Token Identity theories hold that every concrete particular falling under a mental
kind can be identified with some neurophysiological happening or other: instances
of pain, for example, are taken to be not only instances of a mental state (e.g., pain),
but instances of some physical state as well (say, c-fiber excitation).
Token Identity is weaker than Type Identity, which goes so far as to claim that
mental kinds themselves are physical kinds. So the Identity Theory, taken as a
theory of types rather than tokens, must make some claim to the effect that mental
states such as pain (and not just individual instances of pain) are contingently
identical with physical states such as c-fiber excitation.

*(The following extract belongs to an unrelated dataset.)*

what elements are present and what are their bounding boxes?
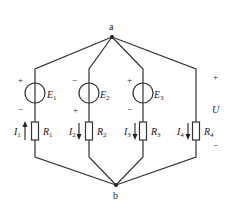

Blutner/Philosophy of Mind/Mind & Body/Identity Theory

A potential counter example:


How can we know that others have
at all? You cannot observe others state
the
possibility
of
zombies,
to use in every material respect,
lacking conscious experiences.
The apparent conceivability of zombies has
philosophers like Chalmers that there is a
explanatory gap between material qualities and
conscious experience.

Zombies
(conscious) minds
of mind. There is
creatures identical
but
altogether

the

convinced
unbridgeable
qualities of

However, Robert Kirk has argued for the impossibility of zombies. If the supposed zombie
has all the behavioural and neural properties ascribed to it by those who argue from the
possibility of zombies against materialism, then the zombie is conscious and so not a
zombie.

Blutner/Philosophy of Mind/Mind & Body/Identity Theory

10

Advantages of the identity theory


It solves Descartes problem by reducing the mental realm to the physical. The
strictly materialist position taken by the identity theory shares its simplicity with
Berkeleys idealist position. The identity theory, however, is able to explain the
causal efficiency of mental states in agreement with the assumption that the domain
of physical phenomena is causally closed.
It allows to derive the causal role of mental phenomena from their physical
substrate. This is a principle possibility, seldom realized in detail.
It highlights the role of empirical investigations about the mind and mind-brain
correlations. ing the role of dispositions. An agents is in a certain state of mind
not only in virtue what he is actually doing, but also in virtue what he is disposed to
do.

Blutner/Philosophy of Mind/Mind & Body/Identity Theory

11

Disadvantages of the identity theory


Violations of Leibniz's Law, which states that if A is identical with B, then A and B
must have in common all of their (non-intensional) properties. After-images, for
example, may be green or purple in colour, but nobody could reasonably claim that
states of the brain are green or purple. And conversely, while brain states may be
spatially located, it has traditionally been assumed that mental states are non-spatial.
The possibility of zombies (??)
Putnam's multiple realizability argument: (1) according to the Mind-Brain Type
Identity theorist, for every mental state there is a unique physical-chemical state of
the brain such that a life-form can be in that mental state if and only if it is in that
physical state. (2) It seems quite plausible to hold, as an empirical hypothesis, that
physically possible life-forms can be in the same mental state without having brains
in the same unique physical-chemical state. (3) Therefore, it is highly unlikely that
the Mind-Brain Type Identity theorist is correct.